Brandon Keith, CFO, World Famous Fare, agrees workforce needs to be addressed through the perspective of taking care of people. “Everyone wants overtime, but it changes unit economics,” he says. “We’re focused on scheduling people appropriately and checking in with them to make sure we’re addressing any concerns.”
Luke’s Lobsters is focusing its workforce strategy on retention more than recruiting, according to Steve Song, CFO. “There could be enough data gathered on employee sentiment even from that sort of technology where you push a sad face, happy face or neutral face,” Song says. “It could at least tell you, ‘30% of employees are upset today, what’s going on?’”
Gillman enthusiastically agreed, offering the suggestion of a solution at the time clock where employees could rate the day or an app tied to time-keeping and payroll. Gillman also suggests exploring systems where employees can get an advance on daily pay to engender loyalty in employees.
2019 Restaurant Accounting Innovation Council Members
Scott Gillman, Chairman, Mascott Corporation
Melissa Haman, Finance, Broadway Restaurant Group
Steven Song, CFO, Luke’s Lobster
Mark Quandt, CFO, Wood Ranch BBQ & Grill
Michael Lubitz, CFO, Wolfgang Puck Fine Dining Worldwide
Christi Hing, CFO, Kona Grill Inc.
Brandon Keith, CFO, World Famous Fare
Bill Valentas, Vice President of Finance, Freddy’s Frozen Custard & Steakburgers
Bruce Nelson, CFO, Nova Hospitality Group
John Moody, Co-Founder, Restaurant365
Abigail Lorden, Vice President, Group Brand Director, Hospitality Technology
Dorothy Creamer, Editor-in-Chief, Hospitality Technology
Artificial Intelligence, Real Potential
Council members are interested and see the potential in artificial intelligence and machine learning. Song notes that some companies are using AI solutions to predict sales and historical data, but he doesn’t believe anything is a homerun….yet. “At some point it will be smarter and it will be like Google Maps, when you ignore the directions because you think you know better, but then you hit traffic and realize, ‘oh that’s why it said that.’”
Scott agrees there are algorithms already available like one he uses from Restaurant365 to calculate how much restaurants need based on historical usage per thousand and theoretical completion based on actual sales.
“Managers are pretty good at modifying a week out,” he says, “but the next level would be to take sales forecasting and scheduling to the next level and actually produce adjusted shifts based on quarter hour sales and general criteria, what are your desired shift plans and things like that. Not just decreasing staff, but making sure making sure have right amount of people on staff based on sales.”

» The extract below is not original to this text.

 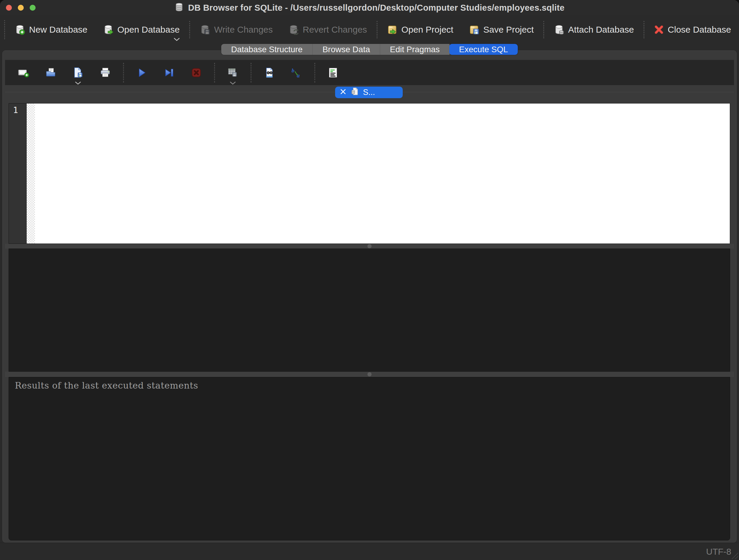 What do you see at coordinates (700, 30) in the screenshot?
I see `toolbar-item-label: Close Database` at bounding box center [700, 30].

Back-office: The Brains of the Restaurant
Brandon Keith explains that World Famous streamlined its hodge podge of systems to have a much smarter back-office. Keith believes that the POS is the conduit to the “big brain” of the restaurant, namely the back-office system.
“When you’re reassessing POS software, and hardware costs continue to grow, as long as they integrate with your back-office provider that’s really the main focus,” Keith says. “We want to become POS agnostic.”